‘We just do what amuses us,’ Wallace and Gromit co-creator says

‘We just do what amuses us,’ Wallace and Gromit co-creator says

Joe Sims

BBC News, Bristol

BBC A promotional image of Aardman animated characters Wallace and Gromit standing in a garden next to an open shipping crate. A garden gnome is stepping out of the shipping crate. BBC

Vengeance Most Fowl made its debut on Christmas Day

One of the animators behind Wallace and Gromit is sure there will be another film “because it’s so fun to bring those characters to the world”.

The disaster-struck duo’s latest outing, Vengeance Most Fowl, scooped two gongs at the Baftas on Sunday.

Peter Lord, co-founder of Bristol’s Aardman Studios where the series is made, said the team were “delighted” by the film’s warm reception.

He credited Wallace and Gromit’s creator Nick Park’s “simple enthusiasm” for the characters’ global appeal.

Vengeance Most Fowl won Best Animated Film and the newly created Best Children’s and Family Film award.

Speaking to BBC Bristol, Mr Lord said: “I think we have all of us been so delighted by the success of this movie that we think ‘yes, we want to do that again’.

“Not because it’s good business, although it is good business, but because it’s so fun to bring those characters to the world.”

He continued: “We don’t make (Wallace and Gromit) for kids or families, we just do what amuses us.

“That’s the only honest thing we can do, and if you’re lucky and if you’ve somehow got the magic touch as Nick surely has, it ends up appealing to everybody.”

Reuters A plasticine model of a penguin poses for a police mug shot. He holds a board reading Police Dept: Feathers Mc Graw; Height: 3ft; Weight: 12lbs.Reuters

Supervillain Feathers McGraw made his return in Vengeance Most Fowl

“Believe me we really appreciate it. We love the way everyone loves it. It’s great,” Mr Lord said.

He urged anyone with an interest in animation to give it a try, insisting “it’s actually very easy” to bring some toy cars or a lump of plasticine to life with a smart phone.

“Do that for fun because it’s a great feeling, and then just keep doing because it’s just like any other art form.
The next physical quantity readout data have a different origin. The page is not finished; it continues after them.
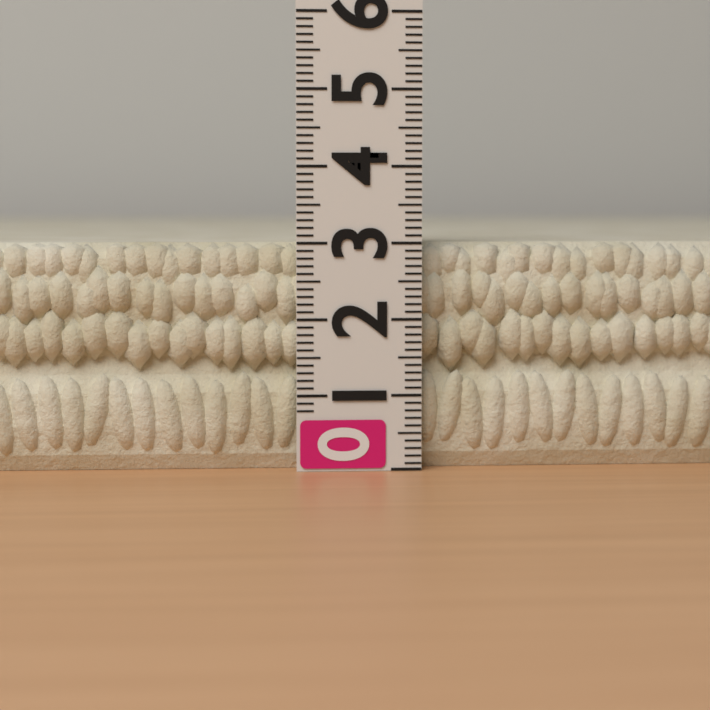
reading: 3.0 (no unit)
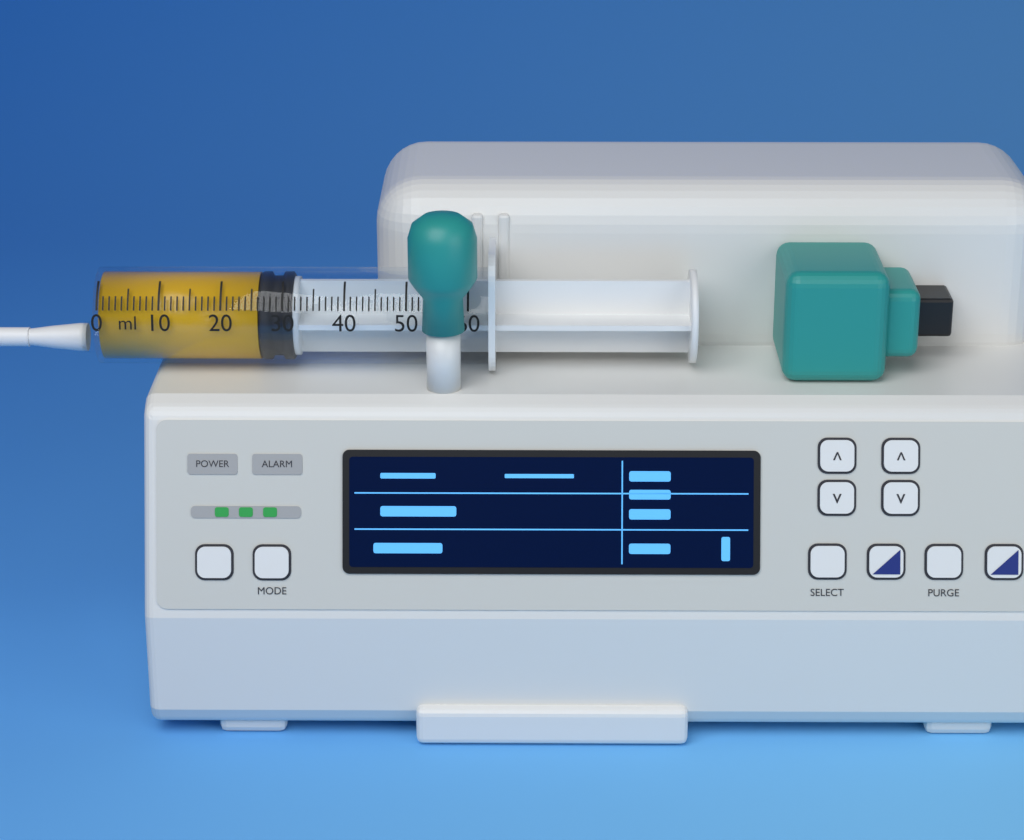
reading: 26 ml
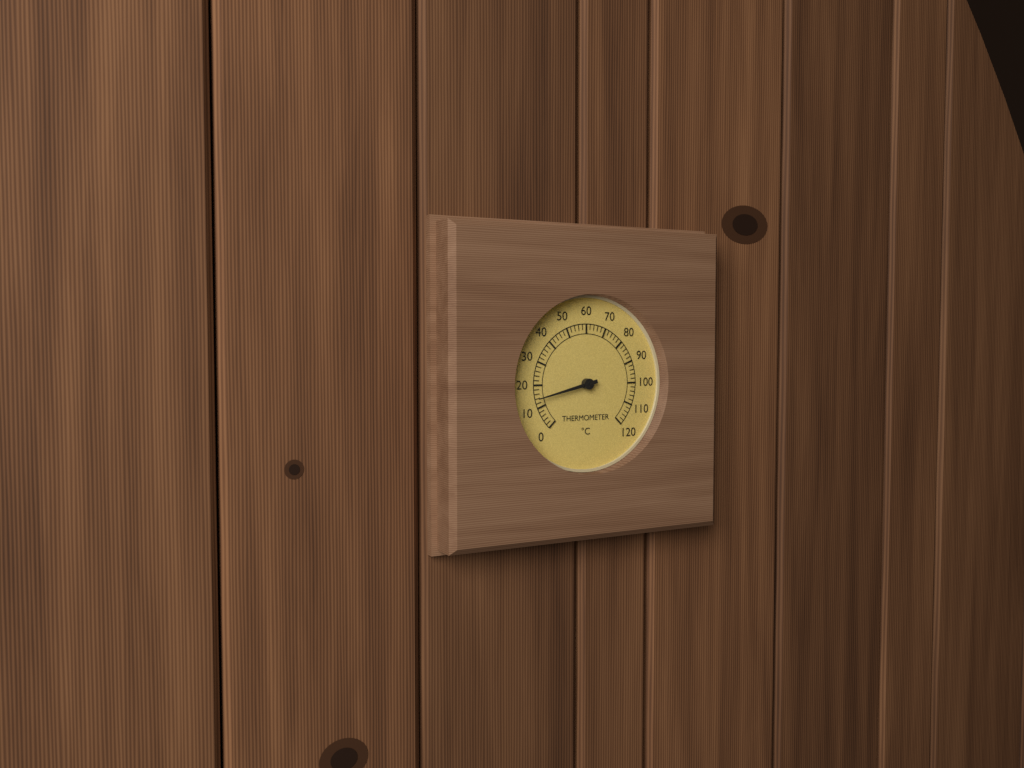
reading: 14 °C
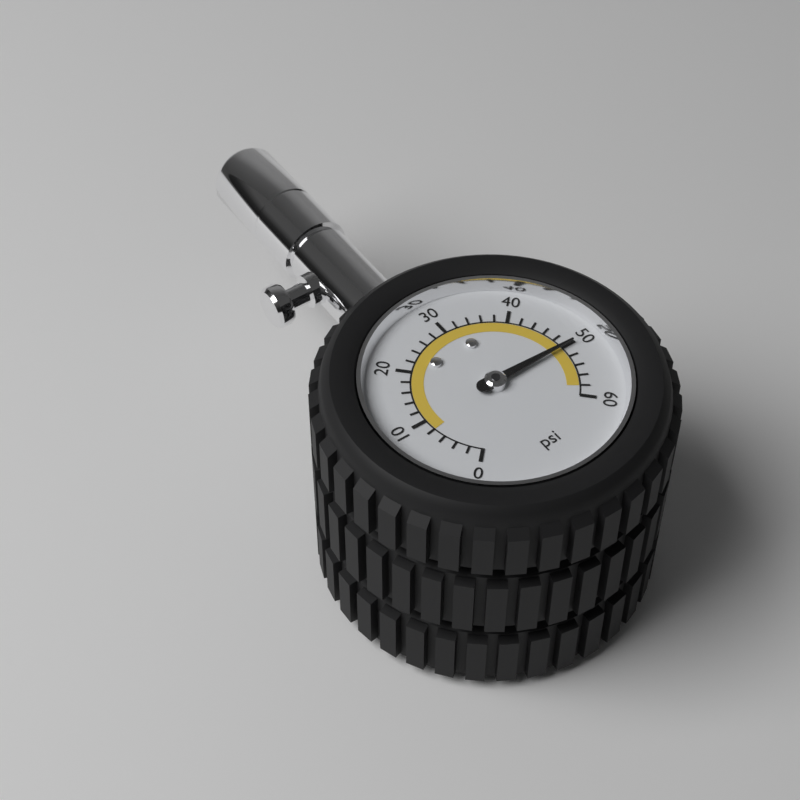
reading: 50 psi
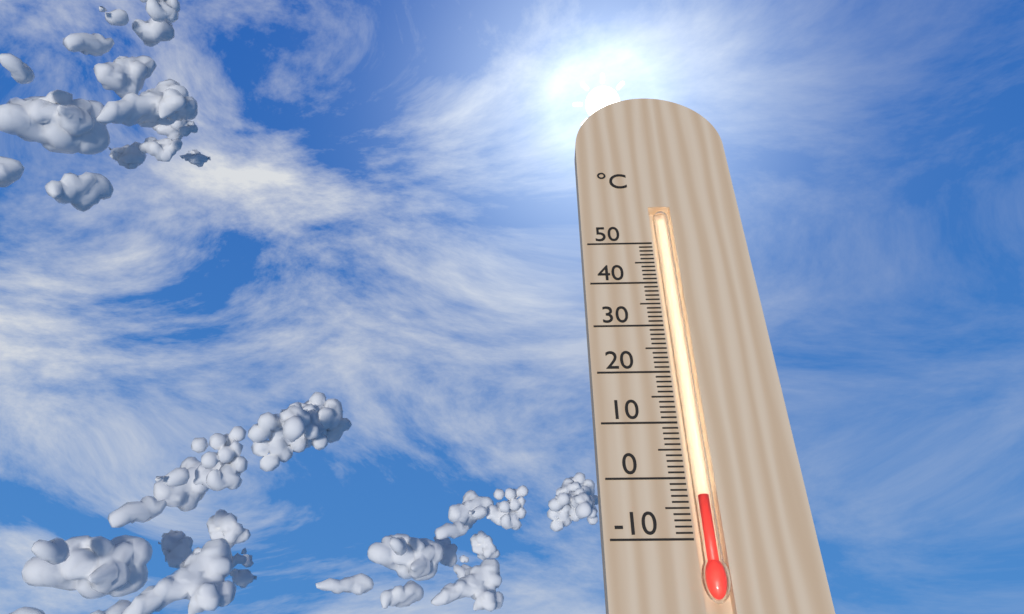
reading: -3 °C
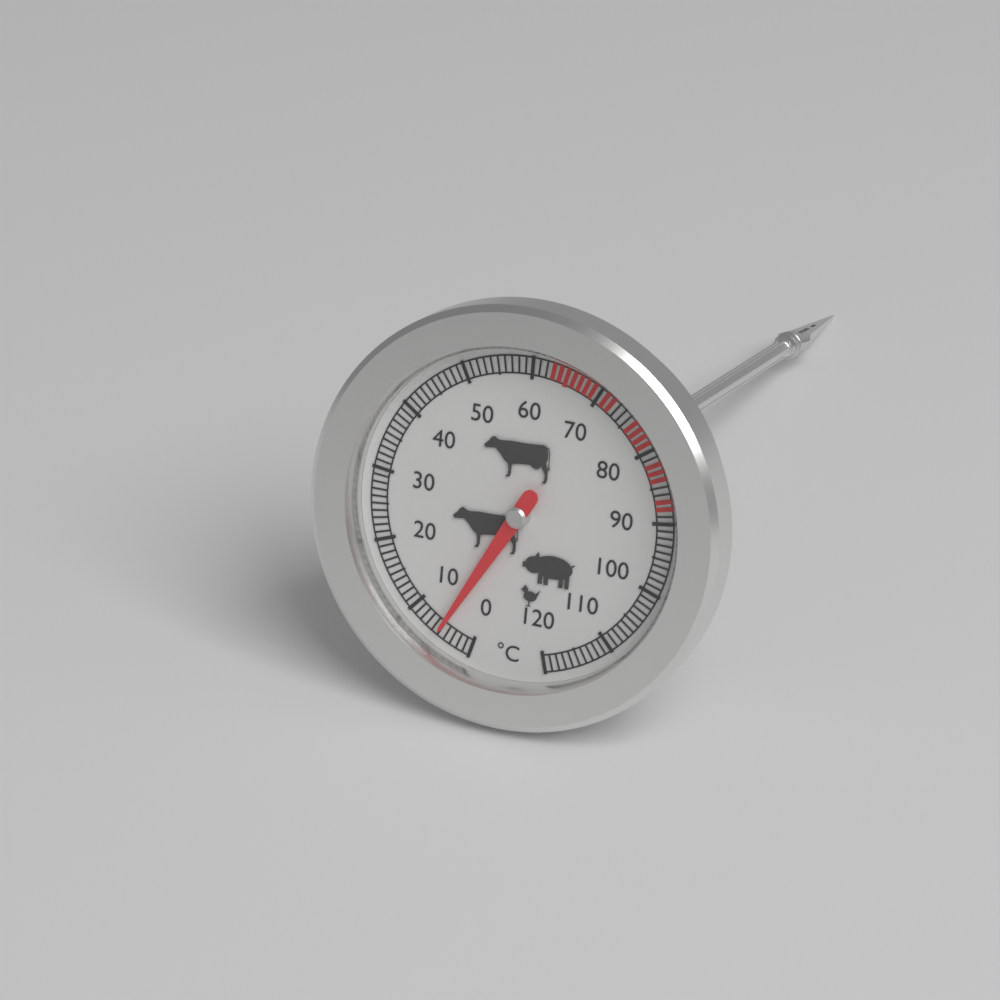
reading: 5 °C
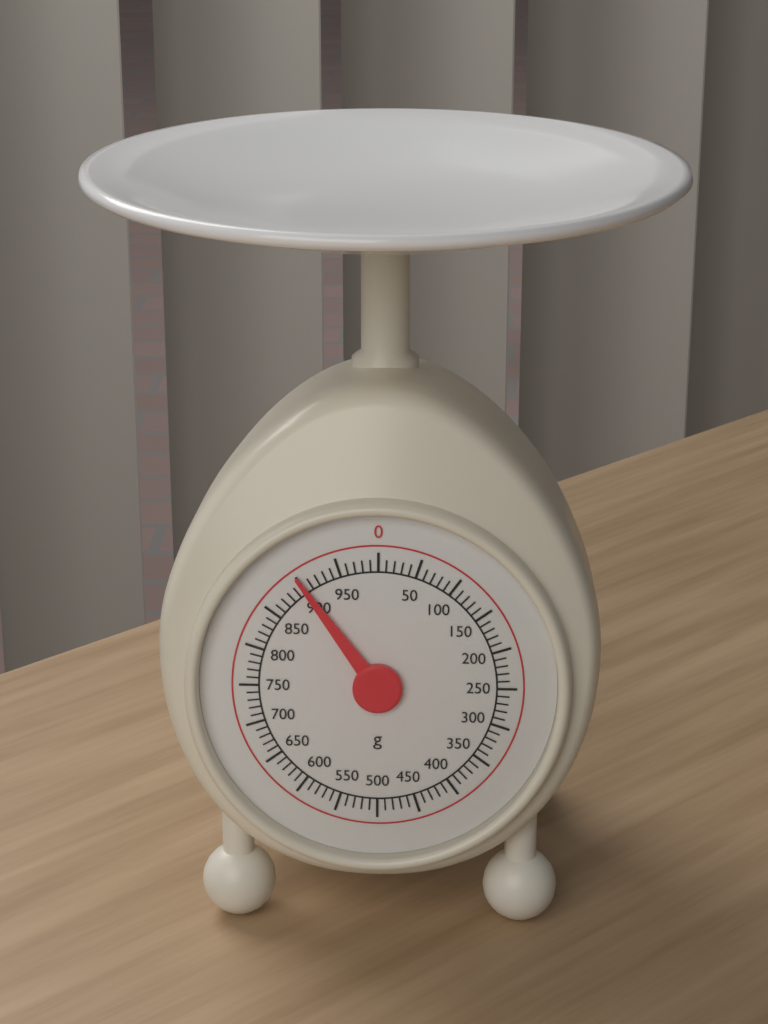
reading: 900 g
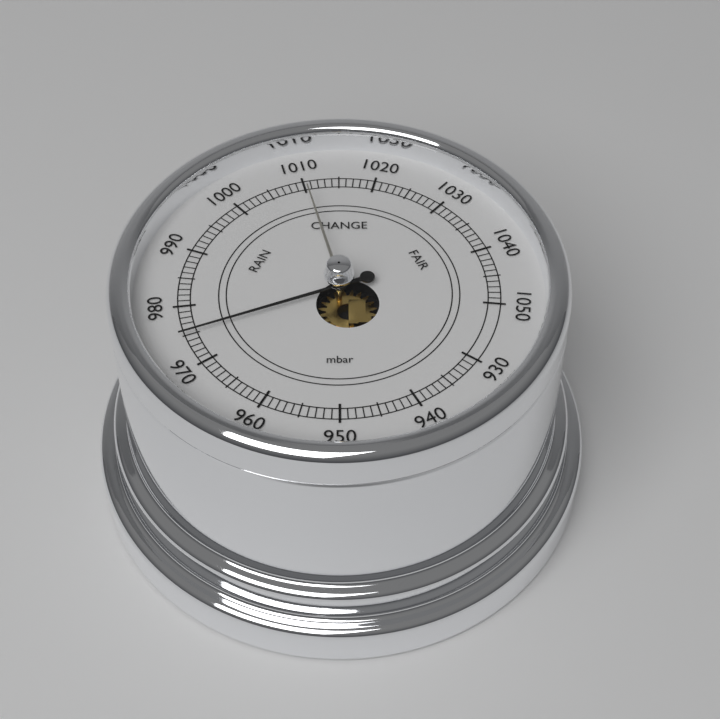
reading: 975 mbar
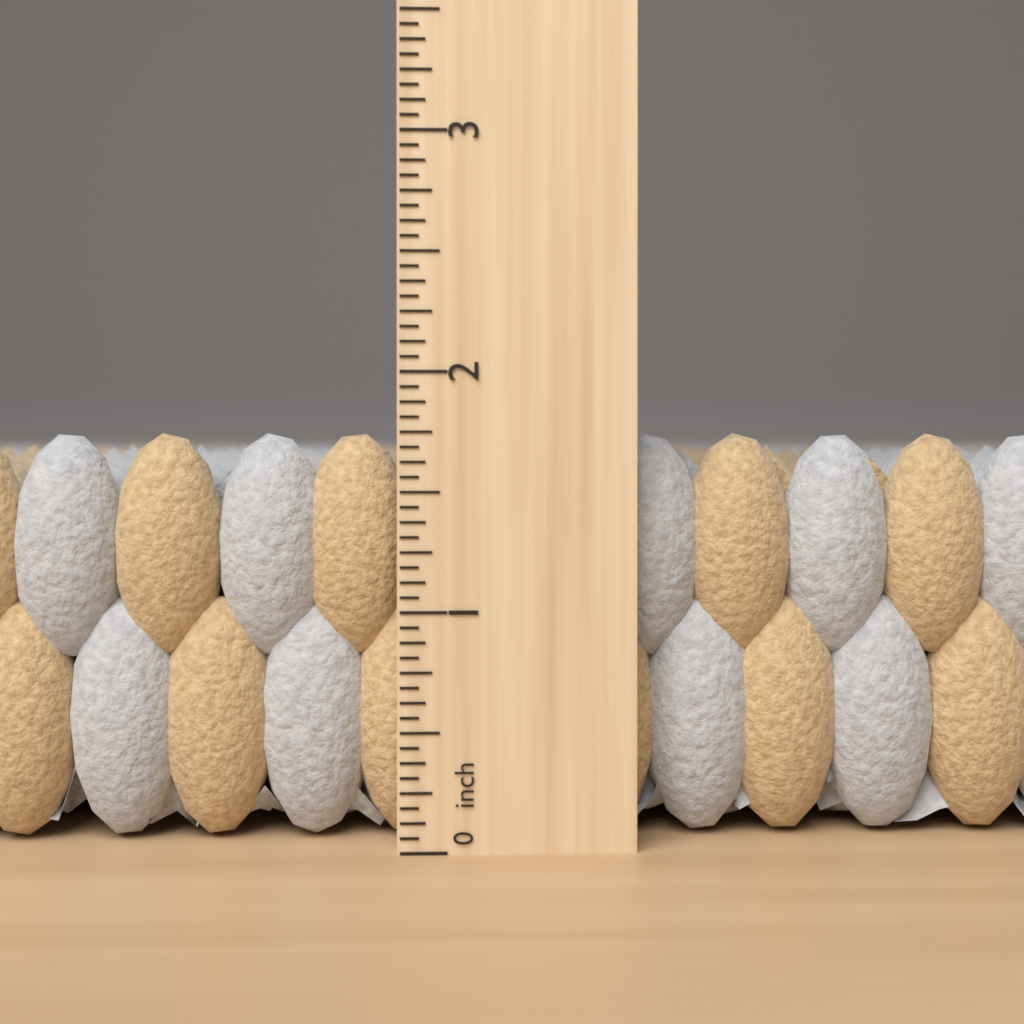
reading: 1.7500 inch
“It needs a lot of patience but it’s not difficult.”

Mr Lord said he hoped young people would look at Aardman’s films and think “there’s a career there”.

He said: “There is a career for many different sorts of people, there’s music, there’s painters and makers and electricians and riggers and lighting.

“There are so many roles that when we started out we had no idea they existed, and in Bristol we end up employing a whole raft of different talents.”